Something Isn’t Working
by pfitzy12 – originally shared on Medium
Despite our best efforts to view the progress of crypto through rose-colored lenses, it’s clear that something has gone wrong. It’s not necessary to discard our conviction in software as a potential solution to large-scale coordination problems, but it does require us to reckon with the fact that it broadly isn’t right now. Some people resign themselves to protecting the hive from criticism, while outside observers lob wholesale critiques based on the actions of a few. Neither are a healthy camp to be in. What if we stopped being so defensive and actually made some changes?
We posit one overarching goal:
We need to find a stable way to build networks on the internet.
I think many of us have the intuition that the corporation is somehow anachronistic to the logic of the internet. The corporation surely differs in the bloat of middle management, the often in-person nature, control of and secretiveness around IP, but above all, the corporation differs in that it acts as though it is independent from, not dependent on its environment.
The theories of strategic management give great insight into this independent nature, specifically Porter’s Five Forces. Michael Porter teaches us that it is not how high tech an industry is or how fast it grows, but a company’s position that determines its profitability. Barriers to entry (moats), supplier and buyer power, the number of substitutes and the state of existing rivalry can either bolster or erode a profitable position. But it’s all adversarial. The corporation is completely content to raise the drawbridges and leave all outside its moat in the profit desert. It’s no wonder investing models seem slightly misplaced in the crypto era.
In stark contrast, open source software, and even more so crypto software, is dependent. We are reliant on sustainable models to fund the blockchains, infrastructure projects and other integrations we rely on. If they die, a part of our product dies. We are tied in a large web of dependent APIs. In addition, the extremely weak barriers to entry given the forkable nature of the software prevent extraction outside of the strongest of network effects.
As the legal bureaucracy of corporations repelled us, this led us to the DAO, or decentralized autonomous organization. There was an energetic spirit in the air as we collectively realized we could combine an organizational structure with payments and operate autonomously on the internet. However, the short time horizons and lack of corporate oversight led to a lot of cash grabs. Even for honest teams, the tools of liquidity mining, airdrops, governance voting cartels and other perversions of the original spirit have led to unsustainable and unaccountable DAOs. You get the feeling that many projects had no intention of lasting much longer than the time it would take to extract some wealth. Our current situation is we have many open source projects who sit at the extremes of the binary between venture-funded flash in the pan and community led and poorly funded labors of love.
Crypto is all about coordination, not competition. It’s about what we can create together that we could not do alone. It’s about user-owned networks, where the distinction between user and owner diminishes as they are properly compensated for their contribution to the value they provide to networks.
So is there a way to have less volatile tokens? Internet organizations built to last? Open source projects with embedded incentives to create network effects? Large scale coordination towards pressing societal problems? Sustainable go-to-market and growth strategies without reliance on airdrops or ponzi referral programs? We think RevNets are the answer.
RevNet is an organizational technology for internet networks. We align users, investors and teams with programmable incentives to build open source software built to last.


## [PROMPT]
Look through the records and copy each line with the string "JSON" in it.

Records from a collection of figures:
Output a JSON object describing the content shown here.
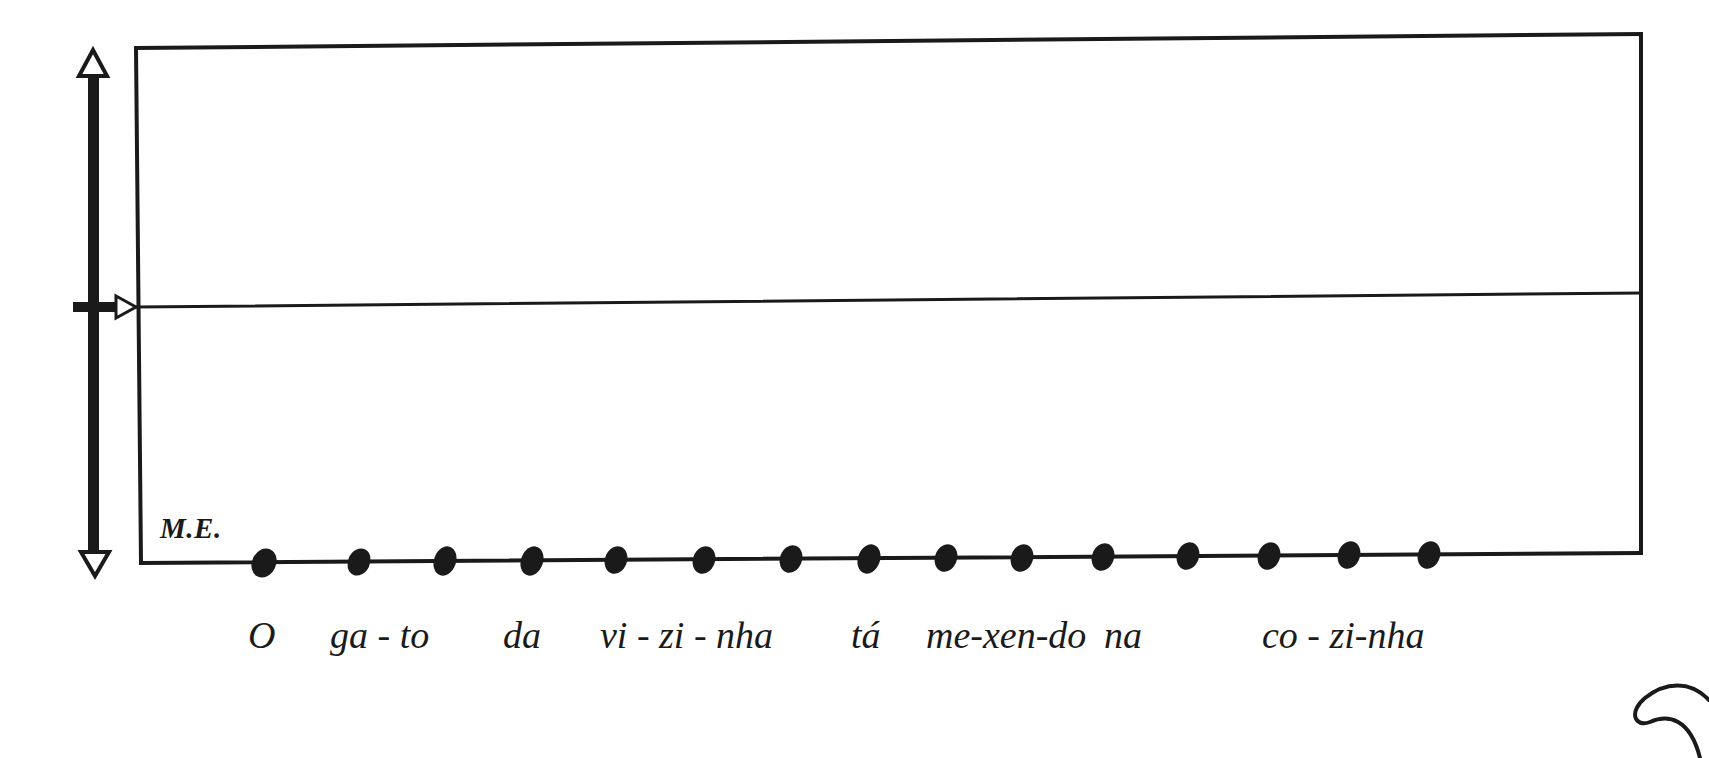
{
  "diagram": {
    "type": "intonation-contour-chart",
    "register_label": "M.E.",
    "stroke_color": "#1a1a1a",
    "background": "#ffffff",
    "pitch_axis": {
      "top_arrow": "up-arrow-hollow",
      "bottom_arrow": "down-arrow-hollow",
      "mid_marker": "right-arrow-hollow"
    },
    "frame": {
      "left": 137,
      "top": 48,
      "right": 1641,
      "bottom": 558,
      "midline_left_y": 307,
      "midline_right_y": 293
    },
    "sentence": "O gato da vizinha tá mexendo na cozinha",
    "syllables": [
      "O",
      "ga",
      "to",
      "da",
      "vi",
      "zi",
      "nha",
      "tá",
      "me",
      "xen",
      "do",
      "na",
      "co",
      "zi",
      "nha"
    ],
    "syllable_count": 15,
    "text_segments": [
      {
        "text": "O",
        "x": 248
      },
      {
        "text": "ga - to",
        "x": 330
      },
      {
        "text": "da",
        "x": 503
      },
      {
        "text": "vi - zi - nha",
        "x": 600
      },
      {
        "text": "tá",
        "x": 851
      },
      {
        "text": "me-xen-do",
        "x": 926
      },
      {
        "text": "na",
        "x": 1104
      },
      {
        "text": "co - zi-nha",
        "x": 1262
      }
    ],
    "dots_x": [
      264,
      359,
      445,
      532,
      616,
      704,
      791,
      869,
      946,
      1022,
      1103,
      1188,
      1269,
      1349,
      1429
    ]
  }
}
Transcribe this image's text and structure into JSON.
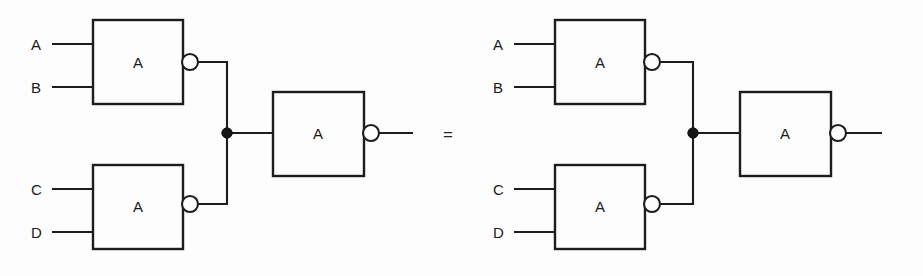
{
  "figure": {
    "kind": "logic-gate-equivalence-diagram",
    "background_color": "#fdfdfd",
    "line_color": "#1d1d1d",
    "relation_symbol": "=",
    "width": 923,
    "height": 276
  },
  "circuits": [
    {
      "id": "left-circuit",
      "name": "left-circuit",
      "x_offset": 0,
      "inputs": [
        {
          "label": "A",
          "x": 37,
          "y": 48
        },
        {
          "label": "B",
          "x": 37,
          "y": 91
        },
        {
          "label": "C",
          "x": 37,
          "y": 193
        },
        {
          "label": "D",
          "x": 37,
          "y": 236
        }
      ],
      "gates": [
        {
          "id": "gate-ab",
          "name": "nand-gate-ab",
          "label": "A",
          "box": {
            "x": 93,
            "y": 20,
            "w": 90,
            "h": 84
          },
          "bubble": {
            "cx": 190,
            "cy": 62,
            "r": 8
          },
          "input_pins_y": [
            44,
            87
          ]
        },
        {
          "id": "gate-cd",
          "name": "nand-gate-cd",
          "label": "A",
          "box": {
            "x": 93,
            "y": 165,
            "w": 90,
            "h": 84
          },
          "bubble": {
            "cx": 190,
            "cy": 204,
            "r": 8
          },
          "input_pins_y": [
            189,
            232
          ]
        },
        {
          "id": "gate-out",
          "name": "nand-gate-output",
          "label": "A",
          "box": {
            "x": 273,
            "y": 92,
            "w": 91,
            "h": 84
          },
          "bubble": {
            "cx": 371,
            "cy": 133,
            "r": 8
          },
          "input_pins_y": [
            133
          ]
        }
      ],
      "junction": {
        "cx": 227,
        "cy": 133,
        "r": 5.2
      },
      "output_wire": {
        "x1": 379,
        "y1": 133,
        "x2": 413,
        "y2": 133
      }
    },
    {
      "id": "right-circuit",
      "name": "right-circuit",
      "x_offset": 462,
      "inputs": [
        {
          "label": "A",
          "x": 499,
          "y": 48
        },
        {
          "label": "B",
          "x": 499,
          "y": 91
        },
        {
          "label": "C",
          "x": 499,
          "y": 193
        },
        {
          "label": "D",
          "x": 499,
          "y": 236
        }
      ],
      "gates": [
        {
          "id": "gate-ab-r",
          "name": "nand-gate-ab",
          "label": "A",
          "box": {
            "x": 555,
            "y": 20,
            "w": 90,
            "h": 84
          },
          "bubble": {
            "cx": 652,
            "cy": 62,
            "r": 8
          },
          "input_pins_y": [
            44,
            87
          ]
        },
        {
          "id": "gate-cd-r",
          "name": "nand-gate-cd",
          "label": "A",
          "box": {
            "x": 555,
            "y": 165,
            "w": 90,
            "h": 84
          },
          "bubble": {
            "cx": 652,
            "cy": 204,
            "r": 8
          },
          "input_pins_y": [
            189,
            232
          ]
        },
        {
          "id": "gate-out-r",
          "name": "nand-gate-output",
          "label": "A",
          "box": {
            "x": 740,
            "y": 92,
            "w": 91,
            "h": 84
          },
          "bubble": {
            "cx": 838,
            "cy": 133,
            "r": 8
          },
          "input_pins_y": [
            133
          ]
        }
      ],
      "junction": {
        "cx": 693,
        "cy": 133,
        "r": 5.2
      },
      "output_wire": {
        "x1": 846,
        "y1": 133,
        "x2": 882,
        "y2": 133
      }
    }
  ],
  "relation": {
    "symbol": "=",
    "x": 448,
    "y": 140
  }
}
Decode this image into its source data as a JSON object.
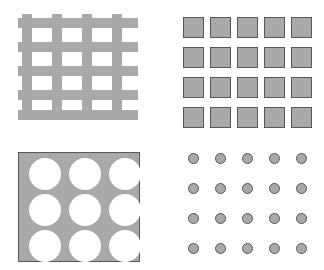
{
  "figure": {
    "width": 324,
    "height": 270,
    "background": "#ffffff",
    "panel_count": 4,
    "layout": "2x2"
  },
  "colors": {
    "fill_gray": "#a9a9a9",
    "stroke_dark": "#575757",
    "background": "#ffffff",
    "hole_white": "#ffffff"
  },
  "panels": [
    {
      "id": "mesh",
      "name": "woven-mesh-panel",
      "position": "top-left",
      "description": "Crossing orthogonal bars forming a woven grid",
      "origin": {
        "x": 0,
        "y": 0
      },
      "size": {
        "width": 162,
        "height": 135
      },
      "pattern": {
        "type": "grid-bars",
        "vertical_bars": 4,
        "horizontal_bars": 5,
        "bar_thickness": 10,
        "bar_color": "#a9a9a9",
        "extent": {
          "left": 18,
          "top": 14,
          "right": 138,
          "bottom": 118
        },
        "vertical_x": [
          22,
          52,
          82,
          112
        ],
        "vertical_span": {
          "top": 14,
          "bottom": 118
        },
        "horizontal_y": [
          18,
          42,
          66,
          90,
          110
        ],
        "horizontal_span": {
          "left": 18,
          "right": 138
        }
      }
    },
    {
      "id": "squares",
      "name": "square-array-panel",
      "position": "top-right",
      "description": "Regular array of outlined gray squares",
      "origin": {
        "x": 162,
        "y": 0
      },
      "size": {
        "width": 162,
        "height": 135
      },
      "pattern": {
        "type": "square-array",
        "columns": 5,
        "rows": 4,
        "count": 20,
        "cell_size": 21,
        "pitch_x": 27,
        "pitch_y": 30,
        "first_x": 21,
        "first_y": 17,
        "fill": "#a9a9a9",
        "stroke": "#575757",
        "stroke_width": 1.5
      }
    },
    {
      "id": "perforated",
      "name": "perforated-plate-panel",
      "position": "bottom-left",
      "description": "Solid gray plate with a 3x3 array of circular holes",
      "origin": {
        "x": 0,
        "y": 135
      },
      "size": {
        "width": 162,
        "height": 135
      },
      "pattern": {
        "type": "perforated-plate",
        "plate": {
          "x": 18,
          "y": 17,
          "width": 122,
          "height": 110
        },
        "columns": 3,
        "rows": 3,
        "count": 9,
        "hole_diameter": 32,
        "pitch_x": 40,
        "pitch_y": 36,
        "first_cx": 44,
        "first_cy": 38,
        "plate_fill": "#a9a9a9",
        "plate_stroke": "#575757",
        "hole_fill": "#ffffff"
      }
    },
    {
      "id": "dots",
      "name": "dot-array-panel",
      "position": "bottom-right",
      "description": "Regular array of small outlined gray circles",
      "origin": {
        "x": 162,
        "y": 135
      },
      "size": {
        "width": 162,
        "height": 135
      },
      "pattern": {
        "type": "circle-array",
        "columns": 5,
        "rows": 4,
        "count": 20,
        "diameter": 11,
        "pitch_x": 27,
        "pitch_y": 30,
        "first_cx": 31,
        "first_cy": 23,
        "fill": "#a9a9a9",
        "stroke": "#575757",
        "stroke_width": 1.5
      }
    }
  ]
}
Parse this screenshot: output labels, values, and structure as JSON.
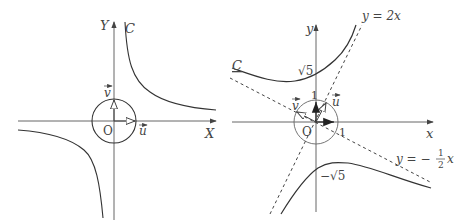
{
  "left_panel": {
    "axis_x_label": "X",
    "axis_y_label": "Y",
    "curve_label": "C",
    "origin_label": "O",
    "vector_u_label": "u",
    "vector_v_label": "v"
  },
  "right_panel": {
    "axis_x_label": "x",
    "axis_y_label": "y",
    "curve_label": "C",
    "origin_label": "O",
    "vector_u_label": "u",
    "vector_v_label": "v",
    "tick_x_label": "1",
    "tick_y_label": "1",
    "upper_intercept_label": "√5",
    "lower_intercept_label": "−√5",
    "asymptote1_label": "y = 2x",
    "asymptote2_label_prefix": "y = −",
    "asymptote2_frac_num": "1",
    "asymptote2_frac_den": "2",
    "asymptote2_label_suffix": "x"
  },
  "colors": {
    "stroke": "#3a3a3a",
    "axis": "#555555",
    "text": "#444444"
  }
}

## [ANSWER TO THIS TASK]
Output a JSON object describing the content shown here.
Transcribe this image's text and structure into JSON.
Decode this image into its source data as a JSON object.
Parse this screenshot: output labels, values, and structure as JSON.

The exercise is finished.